The House Oversight and Government Reform Committee is opening an investigation into whether OMB has violated the Inspector General Reform Act of 2008 including by threatening the OPM IG.
According to a committee announcement, chair Edolphus Towns, D-NY, and federal workforce subcommittee chair Stephen Lynch, D-Mass., received information that OMB may have taken actions to undermine the budgetary independence that Congress provided to IGs in the IG Reform Act of 2008.
It said OPM IG Patrick McFarland wrote to them stating, "I am alerting you about a very serious matter that represents an attempt to thwart an authority provided to us by the Inspector General Reform Act of 2008 and that creates a risk of compromising our operational independence."
A budget provision in the act states that the comments of an affected IG shall be included in the White House budget submitted to Congress if the IG concludes that the budget would "substantially inhibit" him from performing his duties.
McFarland alleges that OPM received a "not so veiled threat from OMB" that if the IG exercised its statutory authority to advise Congress that the proposed budget was inadequate, OMB "will make life miserable" for the OPM IG, according to the committee.
It said Towns and Stephens would thoroughly investigate the incident, and that they already sent letters to OMB director Orszag and the chair of the Council of the Inspectors General on Integrity and Efficiency, Phyllis Fong, requesting immediate assistance with the investigation.
The committee said it was also reviewing whether the allegations at OPM are isolated or part of a larger pattern.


Activity: Scan the records below for the string "title" and return every line where it appears.
*** Information given Section Begins ***
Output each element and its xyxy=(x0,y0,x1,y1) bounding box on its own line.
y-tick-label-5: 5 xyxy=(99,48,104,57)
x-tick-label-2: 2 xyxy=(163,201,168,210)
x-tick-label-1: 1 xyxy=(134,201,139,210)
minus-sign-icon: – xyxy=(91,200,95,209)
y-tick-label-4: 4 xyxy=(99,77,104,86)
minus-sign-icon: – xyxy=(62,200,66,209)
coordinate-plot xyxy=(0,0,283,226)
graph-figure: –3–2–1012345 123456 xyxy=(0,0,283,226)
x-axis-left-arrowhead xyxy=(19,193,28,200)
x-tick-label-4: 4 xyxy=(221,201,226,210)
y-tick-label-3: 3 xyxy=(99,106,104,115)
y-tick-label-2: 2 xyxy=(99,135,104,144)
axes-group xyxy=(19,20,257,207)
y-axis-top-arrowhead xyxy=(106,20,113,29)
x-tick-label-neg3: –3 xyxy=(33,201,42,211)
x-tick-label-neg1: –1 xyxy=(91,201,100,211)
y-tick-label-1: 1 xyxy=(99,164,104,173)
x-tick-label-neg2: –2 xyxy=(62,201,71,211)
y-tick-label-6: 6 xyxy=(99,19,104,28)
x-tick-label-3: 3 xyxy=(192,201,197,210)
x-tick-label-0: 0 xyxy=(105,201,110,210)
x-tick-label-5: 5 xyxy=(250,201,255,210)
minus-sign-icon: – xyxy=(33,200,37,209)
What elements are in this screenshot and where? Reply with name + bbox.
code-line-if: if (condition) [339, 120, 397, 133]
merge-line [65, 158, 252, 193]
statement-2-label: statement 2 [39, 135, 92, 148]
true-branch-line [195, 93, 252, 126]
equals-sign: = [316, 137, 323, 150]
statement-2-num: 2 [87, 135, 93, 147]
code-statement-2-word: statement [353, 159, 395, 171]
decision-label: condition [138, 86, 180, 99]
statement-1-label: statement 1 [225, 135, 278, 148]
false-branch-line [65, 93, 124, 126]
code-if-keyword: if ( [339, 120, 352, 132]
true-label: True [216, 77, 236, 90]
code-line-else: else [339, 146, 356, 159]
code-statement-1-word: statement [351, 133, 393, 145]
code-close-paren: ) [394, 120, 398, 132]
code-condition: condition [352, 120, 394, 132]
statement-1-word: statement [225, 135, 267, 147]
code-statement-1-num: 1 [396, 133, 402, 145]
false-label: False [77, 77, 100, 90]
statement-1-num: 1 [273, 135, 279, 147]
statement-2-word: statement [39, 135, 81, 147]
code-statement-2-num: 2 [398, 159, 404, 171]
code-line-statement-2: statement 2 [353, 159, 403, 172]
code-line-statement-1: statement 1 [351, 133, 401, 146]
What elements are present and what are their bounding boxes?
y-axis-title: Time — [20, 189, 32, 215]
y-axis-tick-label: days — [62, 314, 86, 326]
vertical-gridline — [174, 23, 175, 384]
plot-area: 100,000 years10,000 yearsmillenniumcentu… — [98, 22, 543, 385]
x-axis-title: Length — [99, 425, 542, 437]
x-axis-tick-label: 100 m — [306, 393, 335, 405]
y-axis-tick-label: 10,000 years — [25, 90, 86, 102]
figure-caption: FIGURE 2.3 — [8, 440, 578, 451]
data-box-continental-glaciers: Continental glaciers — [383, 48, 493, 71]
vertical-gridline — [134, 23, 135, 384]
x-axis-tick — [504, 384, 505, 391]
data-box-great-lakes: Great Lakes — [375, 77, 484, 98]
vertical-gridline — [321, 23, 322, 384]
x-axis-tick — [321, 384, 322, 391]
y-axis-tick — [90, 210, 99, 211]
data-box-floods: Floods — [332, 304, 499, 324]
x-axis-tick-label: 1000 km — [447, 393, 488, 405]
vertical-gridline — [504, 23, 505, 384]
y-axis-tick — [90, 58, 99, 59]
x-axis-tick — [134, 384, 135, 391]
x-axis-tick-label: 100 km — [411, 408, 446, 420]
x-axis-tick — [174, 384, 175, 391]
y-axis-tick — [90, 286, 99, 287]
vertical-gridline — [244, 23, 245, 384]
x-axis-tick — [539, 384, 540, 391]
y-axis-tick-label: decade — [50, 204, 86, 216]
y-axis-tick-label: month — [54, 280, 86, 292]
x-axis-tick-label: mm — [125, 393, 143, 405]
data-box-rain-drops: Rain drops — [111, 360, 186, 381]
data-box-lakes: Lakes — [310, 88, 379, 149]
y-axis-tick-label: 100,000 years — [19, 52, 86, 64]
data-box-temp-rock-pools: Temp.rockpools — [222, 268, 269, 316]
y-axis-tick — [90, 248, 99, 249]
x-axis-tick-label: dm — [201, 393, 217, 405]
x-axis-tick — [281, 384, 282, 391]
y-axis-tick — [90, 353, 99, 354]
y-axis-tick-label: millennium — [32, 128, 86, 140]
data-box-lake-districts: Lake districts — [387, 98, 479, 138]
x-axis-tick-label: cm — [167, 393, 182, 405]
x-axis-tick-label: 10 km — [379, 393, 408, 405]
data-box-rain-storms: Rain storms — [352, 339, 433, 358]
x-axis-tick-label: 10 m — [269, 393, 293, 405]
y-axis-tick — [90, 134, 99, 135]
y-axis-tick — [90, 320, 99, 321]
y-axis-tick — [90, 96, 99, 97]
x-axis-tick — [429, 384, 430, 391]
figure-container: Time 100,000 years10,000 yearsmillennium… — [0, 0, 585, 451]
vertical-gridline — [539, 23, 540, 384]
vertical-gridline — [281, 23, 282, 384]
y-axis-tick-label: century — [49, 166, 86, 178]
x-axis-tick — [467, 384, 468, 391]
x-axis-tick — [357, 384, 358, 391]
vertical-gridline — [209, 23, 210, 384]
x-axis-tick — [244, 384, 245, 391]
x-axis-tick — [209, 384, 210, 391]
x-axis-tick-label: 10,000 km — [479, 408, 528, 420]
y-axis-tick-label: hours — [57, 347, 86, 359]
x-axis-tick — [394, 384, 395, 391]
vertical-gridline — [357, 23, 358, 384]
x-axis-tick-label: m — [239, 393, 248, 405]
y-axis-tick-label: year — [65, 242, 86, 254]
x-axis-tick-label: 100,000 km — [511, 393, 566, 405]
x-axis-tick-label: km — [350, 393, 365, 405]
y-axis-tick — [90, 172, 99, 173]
*** Information given Section Ends ***
*** Information given Section Begins ***
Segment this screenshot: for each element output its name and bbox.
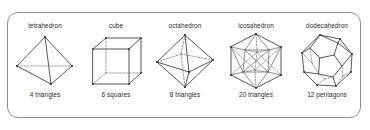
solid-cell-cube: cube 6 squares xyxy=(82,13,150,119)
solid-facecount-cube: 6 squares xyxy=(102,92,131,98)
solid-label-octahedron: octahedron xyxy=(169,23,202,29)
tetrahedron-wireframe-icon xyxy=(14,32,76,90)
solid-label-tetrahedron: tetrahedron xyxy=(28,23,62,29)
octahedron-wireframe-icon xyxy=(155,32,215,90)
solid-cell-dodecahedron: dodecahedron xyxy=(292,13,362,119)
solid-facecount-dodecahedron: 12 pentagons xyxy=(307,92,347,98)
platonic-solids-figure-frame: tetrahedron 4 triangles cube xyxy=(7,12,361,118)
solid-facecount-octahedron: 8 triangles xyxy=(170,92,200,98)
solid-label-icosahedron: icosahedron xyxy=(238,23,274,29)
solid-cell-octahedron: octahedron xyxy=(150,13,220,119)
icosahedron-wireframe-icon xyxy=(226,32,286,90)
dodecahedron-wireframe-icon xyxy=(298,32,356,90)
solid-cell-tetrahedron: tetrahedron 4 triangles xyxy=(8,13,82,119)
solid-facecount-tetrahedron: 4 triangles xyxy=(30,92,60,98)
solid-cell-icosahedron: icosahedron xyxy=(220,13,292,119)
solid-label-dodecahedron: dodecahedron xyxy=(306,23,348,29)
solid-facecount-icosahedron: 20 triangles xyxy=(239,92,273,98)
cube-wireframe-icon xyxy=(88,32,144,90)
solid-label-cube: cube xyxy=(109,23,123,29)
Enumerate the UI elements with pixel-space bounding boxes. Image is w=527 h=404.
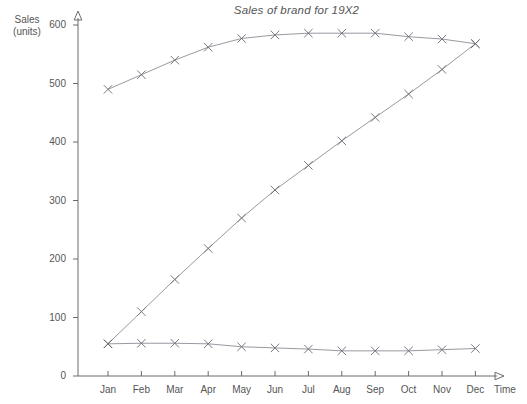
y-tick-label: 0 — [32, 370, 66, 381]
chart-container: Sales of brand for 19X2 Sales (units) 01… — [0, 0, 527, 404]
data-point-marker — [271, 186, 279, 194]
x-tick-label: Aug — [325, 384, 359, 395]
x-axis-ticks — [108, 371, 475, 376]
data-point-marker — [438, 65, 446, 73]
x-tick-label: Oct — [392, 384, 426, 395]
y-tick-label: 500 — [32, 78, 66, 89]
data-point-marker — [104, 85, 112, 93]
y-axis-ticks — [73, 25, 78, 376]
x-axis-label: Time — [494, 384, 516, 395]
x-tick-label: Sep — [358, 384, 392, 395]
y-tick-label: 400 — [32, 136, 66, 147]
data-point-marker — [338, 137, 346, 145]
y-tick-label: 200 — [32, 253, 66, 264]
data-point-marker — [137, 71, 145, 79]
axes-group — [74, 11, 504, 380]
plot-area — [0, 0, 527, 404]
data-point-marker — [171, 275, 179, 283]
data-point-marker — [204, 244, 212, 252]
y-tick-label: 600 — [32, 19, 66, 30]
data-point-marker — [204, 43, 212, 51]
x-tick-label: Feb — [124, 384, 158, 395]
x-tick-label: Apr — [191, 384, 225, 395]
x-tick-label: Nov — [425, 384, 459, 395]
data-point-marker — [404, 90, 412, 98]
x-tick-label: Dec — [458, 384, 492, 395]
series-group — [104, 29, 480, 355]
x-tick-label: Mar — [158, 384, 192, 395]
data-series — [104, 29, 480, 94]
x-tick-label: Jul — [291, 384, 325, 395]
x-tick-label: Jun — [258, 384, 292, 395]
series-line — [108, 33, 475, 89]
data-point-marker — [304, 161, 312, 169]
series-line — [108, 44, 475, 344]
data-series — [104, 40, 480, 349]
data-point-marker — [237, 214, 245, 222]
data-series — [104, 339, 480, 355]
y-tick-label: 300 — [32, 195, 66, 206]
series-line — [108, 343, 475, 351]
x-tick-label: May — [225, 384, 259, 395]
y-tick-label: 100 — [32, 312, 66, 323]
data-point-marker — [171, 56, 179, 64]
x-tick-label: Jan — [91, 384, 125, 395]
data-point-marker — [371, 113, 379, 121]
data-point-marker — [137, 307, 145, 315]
*** Information given Section Ends ***
Written answer:
y-axis-title: Time — [20, 189, 32, 215]
x-axis-title: Length — [99, 425, 542, 437]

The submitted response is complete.